We hear that Newent started off by linking up with the neighbouring villages. All sorts of things have been done by the group, some more successful than others. Rachel asks about the solar power project and Anni explains that perhaps because that was the initiative of just one man, it ran out of steam.
Ken talks about the various skill shares they have organised or taken part in and describes how he learnt that a good way of cutting logs is to pack them quite tightly into a tyre or tyres and chop them there; it stops them all flying about all over the place. There has been a scything course too and a no dig workshop at the allotments.
Some of Newent’s projects have included speaking to people on their own ground so that Ken went and spoke at the local WI meeting and discovered that though their headquarters, in London, are very aware, and have even produced an amazing sounding film about climate change called “A World without Jam” http://www.thewi.org.uk/standard.aspx?id=11536 the local groups often do not know what is going on even within their own movement.
A very successful project has been the food miles project at the local mother and toddler group. They are very aware that the evening meetings of most transition groups are often not possible for young mums. This group involves a group that wouldn’t otherwise be reached, and they are having great fun examining food packets together.
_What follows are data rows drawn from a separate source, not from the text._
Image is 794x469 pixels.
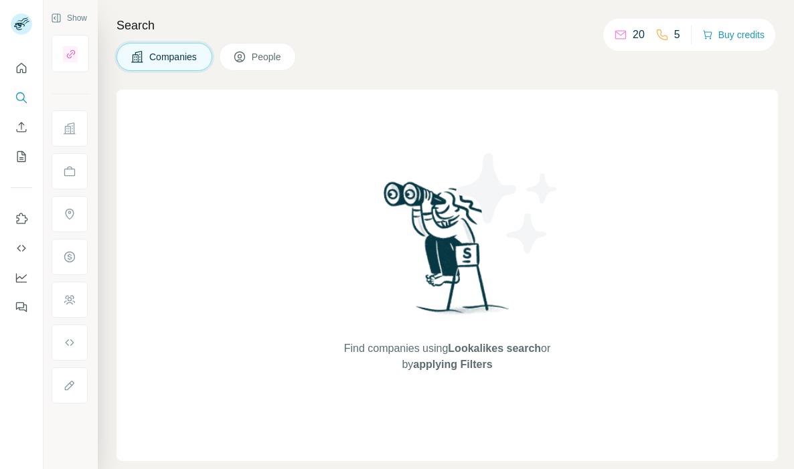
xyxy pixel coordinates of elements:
button: Buy credits [702,25,765,44]
p: 20 [633,27,645,43]
button: Feedback [11,295,32,319]
button: Show [42,8,96,28]
button: Dashboard [11,266,32,290]
span: Companies [149,50,198,64]
img: Surfe Illustration - Woman searching with binoculars [378,178,517,327]
span: Find companies using or by [340,341,554,373]
img: Surfe Illustration - Stars [447,143,568,264]
span: applying Filters [413,359,492,370]
button: Use Surfe API [11,236,32,260]
span: People [252,50,283,64]
button: Use Surfe on LinkedIn [11,207,32,231]
button: Search [11,86,32,110]
p: 5 [674,27,680,43]
h4: Search [117,16,778,35]
button: My lists [11,145,32,169]
button: Enrich CSV [11,115,32,139]
button: Quick start [11,56,32,80]
span: Lookalikes search [448,343,541,354]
Transition Newent has a Vision Group who have a great deal of fun, so that every meeting becomes a party, each progressively more like a party each time as they move around one another’s houses as rotating hosts. Their next big project is to start to attend local events as transition representatives and add their views to the discussions had in each of those events and meetings. There is to be a county wide Transport Day shortly and Transition Newent intend for as many of them as possible to attend that meeting to get the transition perspective well represented.
There is a wonderful dynamic feel coming from the Transition Newent folk, and the newer mulling Transition Ross on Wye are eager to get their initiative going in equal style. They had just returned from the town’s carnival where they had had a transition stall set up. There they were heartened to see a woman teaching a 13 year old how to spin.
As a group we talk about the issue of reaching more folk, I talk about the approach of having fun, which seems to capture a much wider audience than the sharing of doom and gloom statistics. We agree that as transitioners we are preparing the way so that when times change there will be people with the necessary skills already and an infrastructure will already be in place. We are also aware of the need to change the language we use, there is the transition speak for those of us that understand, but there is also a great need to develop other ways of communicating the message, and very often it is a different language and a different way that is needed with each different group.
At the end of our lovely evening Ken and Anni invite me to stay with them in Newent the next night and tell me about a transition town I didn’t know about; Gloucester, where they feel sure they will be able to find me somewhere to stay too.
I go to bed the richer for having heard not just about one transition town, but four, as well as all the villages in between.